For More Than One Voice
For More Than One Voice is a collective reading that investigates how we might speak and listen to more than one voice in ways that allow resonance, polyphony, dissonance, ambiguity, plurality and embrace. The collective reading has been performed at NLH Space (Cph.) as part of Stemmer curated by Mette Garfield and Miriam Wistreich; at Den Frie Udstillingsbygning (Cph.) as part of Scripted, edited and organized by Trine Mee Sook Gleerup, Maria Bordorff and Mathias Kryger in collaboration with Eller med a; and with Stina Jasse Jorgensen, organized by Dalida María Benfield and the Institute of (im)Possible Subjects as part of the Migratory Times series of events, at Sörte Firkant (Cph.).
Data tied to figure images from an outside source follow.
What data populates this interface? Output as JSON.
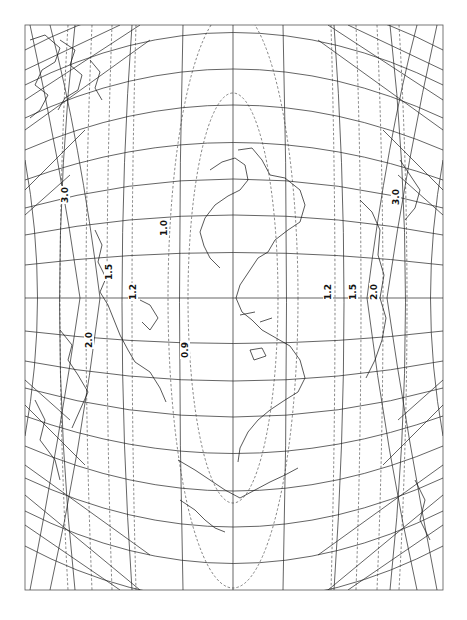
{
  "map": {
    "type": "map projection with distortion isolines",
    "orientation": "rotated 90 degrees clockwise",
    "frame": {
      "x": 25,
      "y": 25,
      "width": 418,
      "height": 565
    },
    "central_meridian_x": 233,
    "equator_y": 298,
    "colors": {
      "grid": "#222222",
      "contour": "#333333",
      "coast": "#111111",
      "background": "#ffffff"
    }
  },
  "contour_labels": {
    "upper": [
      {
        "id": "l30a",
        "text": "3.0",
        "x": 68,
        "y": 195
      },
      {
        "id": "l20a",
        "text": "2.0",
        "x": 92,
        "y": 340
      },
      {
        "id": "l15a",
        "text": "1.5",
        "x": 112,
        "y": 272
      },
      {
        "id": "l12a",
        "text": "1.2",
        "x": 136,
        "y": 292
      },
      {
        "id": "l10a",
        "text": "1.0",
        "x": 167,
        "y": 228
      },
      {
        "id": "l09a",
        "text": "0.9",
        "x": 188,
        "y": 350
      }
    ],
    "lower": [
      {
        "id": "l12b",
        "text": "1.2",
        "x": 331,
        "y": 292
      },
      {
        "id": "l15b",
        "text": "1.5",
        "x": 356,
        "y": 292
      },
      {
        "id": "l20b",
        "text": "2.0",
        "x": 377,
        "y": 292
      },
      {
        "id": "l30b",
        "text": "3.0",
        "x": 399,
        "y": 197
      }
    ]
  },
  "labels": {
    "l30a": "3.0",
    "l20a": "2.0",
    "l15a": "1.5",
    "l12a": "1.2",
    "l10a": "1.0",
    "l09a": "0.9",
    "l12b": "1.2",
    "l15b": "1.5",
    "l20b": "2.0",
    "l30b": "3.0"
  }
}
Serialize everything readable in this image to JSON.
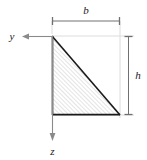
{
  "figure": {
    "type": "cross-section-diagram",
    "background_color": "#ffffff",
    "outline_color": "#1a1a1a",
    "hatch_color": "#c9c9c9",
    "dimension_color": "#6e6e6e",
    "extension_color": "#d8d8d8",
    "axis_color": "#8a8a8a"
  },
  "shape": {
    "name": "right-triangle",
    "vertices": [
      {
        "x": 52,
        "y": 36
      },
      {
        "x": 52,
        "y": 115
      },
      {
        "x": 120,
        "y": 115
      }
    ],
    "hatch_angle_deg": 45,
    "hatch_spacing_px": 3
  },
  "dimensions": [
    {
      "id": "width",
      "label": "b",
      "orientation": "horizontal",
      "label_x": 86,
      "label_y": 14,
      "line_y": 21,
      "from_x": 52,
      "to_x": 120,
      "tick_half_length": 4
    },
    {
      "id": "height",
      "label": "h",
      "orientation": "vertical",
      "label_x": 137,
      "label_y": 79,
      "line_x": 128,
      "from_y": 36,
      "to_y": 115,
      "tick_half_length": 4
    }
  ],
  "axes": [
    {
      "id": "y-axis",
      "label": "y",
      "direction": "left",
      "origin_x": 52,
      "origin_y": 36,
      "tip_x": 22,
      "tip_y": 36,
      "label_x": 12,
      "label_y": 40
    },
    {
      "id": "z-axis",
      "label": "z",
      "direction": "down",
      "origin_x": 52,
      "origin_y": 36,
      "tip_x": 52,
      "tip_y": 140,
      "label_x": 52,
      "label_y": 154
    }
  ],
  "extension_lines": [
    {
      "id": "top-extension",
      "x1": 52,
      "y1": 36,
      "x2": 134,
      "y2": 36
    },
    {
      "id": "bottom-extension",
      "x1": 52,
      "y1": 115,
      "x2": 134,
      "y2": 115
    },
    {
      "id": "right-extension",
      "x1": 120,
      "y1": 21,
      "x2": 120,
      "y2": 118
    },
    {
      "id": "left-extension",
      "x1": 52,
      "y1": 21,
      "x2": 52,
      "y2": 36
    }
  ]
}
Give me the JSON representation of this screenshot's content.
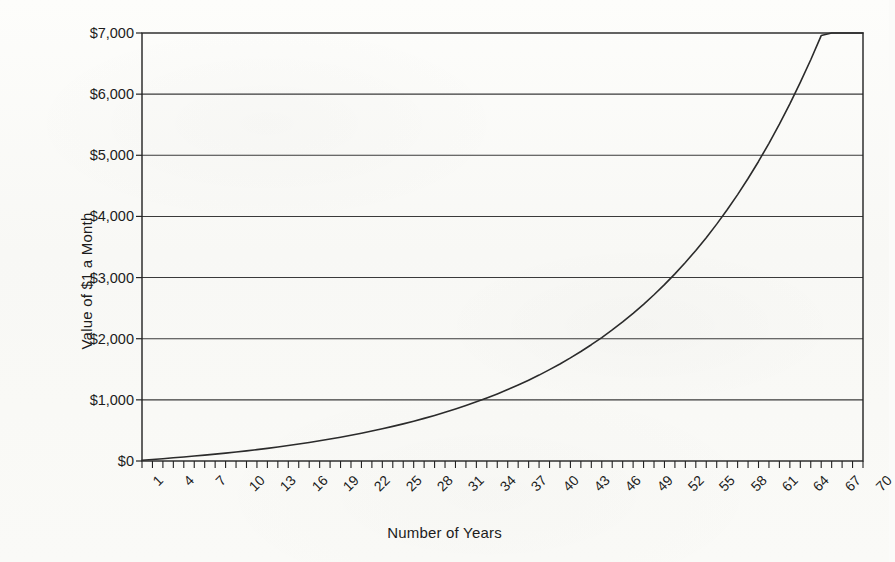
{
  "figure": {
    "background_color": "#fbfbf9",
    "line_color": "#2b2b2b",
    "grid_color": "#3a3a3a",
    "axis_color": "#222222"
  },
  "chart_data": {
    "type": "line",
    "title": "",
    "subtitle": "",
    "xlabel": "Number of Years",
    "ylabel": "Value of $1 a Month",
    "xlim": [
      1,
      70
    ],
    "ylim": [
      0,
      7000
    ],
    "grid": true,
    "grid_axis": "y",
    "legend": false,
    "legend_position": "none",
    "y_tick_labels": [
      "$0",
      "$1,000",
      "$2,000",
      "$3,000",
      "$4,000",
      "$5,000",
      "$6,000",
      "$7,000"
    ],
    "y_tick_values": [
      0,
      1000,
      2000,
      3000,
      4000,
      5000,
      6000,
      7000
    ],
    "x_tick_labels": [
      "1",
      "4",
      "7",
      "10",
      "13",
      "16",
      "19",
      "22",
      "25",
      "28",
      "31",
      "34",
      "37",
      "40",
      "43",
      "46",
      "49",
      "52",
      "55",
      "58",
      "61",
      "64",
      "67",
      "70"
    ],
    "x_tick_values": [
      1,
      4,
      7,
      10,
      13,
      16,
      19,
      22,
      25,
      28,
      31,
      34,
      37,
      40,
      43,
      46,
      49,
      52,
      55,
      58,
      61,
      64,
      67,
      70
    ],
    "x_minor_tick_interval": 1,
    "series": [
      {
        "name": "Value of $1 a Month",
        "x": [
          1,
          2,
          3,
          4,
          5,
          6,
          7,
          8,
          9,
          10,
          11,
          12,
          13,
          14,
          15,
          16,
          17,
          18,
          19,
          20,
          21,
          22,
          23,
          24,
          25,
          26,
          27,
          28,
          29,
          30,
          31,
          32,
          33,
          34,
          35,
          36,
          37,
          38,
          39,
          40,
          41,
          42,
          43,
          44,
          45,
          46,
          47,
          48,
          49,
          50,
          51,
          52,
          53,
          54,
          55,
          56,
          57,
          58,
          59,
          60,
          61,
          62,
          63,
          64,
          65,
          66,
          67,
          68,
          69,
          70
        ],
        "values": [
          12,
          25,
          38,
          52,
          68,
          84,
          101,
          119,
          138,
          158,
          180,
          203,
          227,
          252,
          279,
          308,
          338,
          370,
          403,
          439,
          477,
          517,
          559,
          604,
          651,
          702,
          755,
          811,
          871,
          934,
          1001,
          1073,
          1148,
          1228,
          1313,
          1403,
          1499,
          1600,
          1708,
          1822,
          1944,
          2073,
          2210,
          2355,
          2509,
          2673,
          2846,
          3030,
          3225,
          3432,
          3651,
          3884,
          4130,
          4392,
          4669,
          4963,
          5275,
          5605,
          5956,
          6327,
          6721,
          7139,
          7581,
          8051,
          8549,
          9077,
          9636,
          10230,
          10860,
          11527
        ],
        "display_values": [
          12,
          25,
          38,
          52,
          66,
          81,
          96,
          112,
          129,
          147,
          166,
          186,
          207,
          229,
          253,
          277,
          303,
          330,
          359,
          389,
          421,
          455,
          490,
          527,
          566,
          607,
          651,
          697,
          745,
          796,
          850,
          907,
          967,
          1030,
          1097,
          1168,
          1243,
          1322,
          1405,
          1494,
          1587,
          1686,
          1791,
          1902,
          2019,
          2144,
          2275,
          2415,
          2563,
          2719,
          2885,
          3061,
          3247,
          3444,
          3653,
          3874,
          4109,
          4357,
          4620,
          4899,
          5195,
          5508,
          5840,
          6191,
          6563,
          6958,
          7376,
          7819,
          8289,
          8787
        ],
        "color": "#2b2b2b",
        "line_width": 1.6,
        "marker": "none"
      }
    ],
    "annotations": [
      {
        "label": "crosses $1,000",
        "x": 35,
        "y": 1000
      },
      {
        "label": "crosses $2,000",
        "x": 48,
        "y": 2000
      },
      {
        "label": "crosses $3,000",
        "x": 56,
        "y": 3000
      },
      {
        "label": "crosses $4,000",
        "x": 62,
        "y": 4000
      },
      {
        "label": "crosses $5,000",
        "x": 66,
        "y": 5000
      },
      {
        "label": "endpoint",
        "x": 70,
        "y": 5850
      }
    ]
  }
}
I am a person that picks things up because of the way they look or because the name of the title catches my attention and holds it. Funny enough, I chose my girlfriend through this same process. I did not read her profile but thought she had an honest smile and nice eyes. This title: For More Than One Voice, jumped out and spoke to me too. I listened first before reading the information connected to it. What this reading was meant to evoke within me. Some of the connected words are: resonance, polyphony, dissonance, ambiguity, plurality and embrace. I held onto polyphony and embrace. I will admit to having to look up the meaning of polyphony (the style of simultaneously combining a number of parts, each forming an individual melody and harmonizing with each other). I liked this because it speaks about the individual combing with the other. Could my open curiosity about what I would hear become harmony and even further an embrace of the sounds of life contained within this recording. There are not only voices but shuffling about, phones ringing, coughing, and the turning of pages. Life is happening and many states are converging but neither seeks to overpower the other. It makes me think about the time I have spent this semester speaking with my peers and Dr. Fukushima. I would like to think we say with each other in much this same way. Couching, clicking our keyboards, sighing in agreement, or keeping our silence close so the we might more fully connect. I think some migrant futures seem unsettled because of the current landscape of our world that tells them they are unwanted or a strain on a system. But, if we connected our individual and present state to them we would find that we are also in transition and somewhat unsure. What this recording asks me personally, it to sit down and seek harmony rather than difference. But also a struggle with points of dissonance between myself and others because they can serve as jumping off points for connection, learning and change.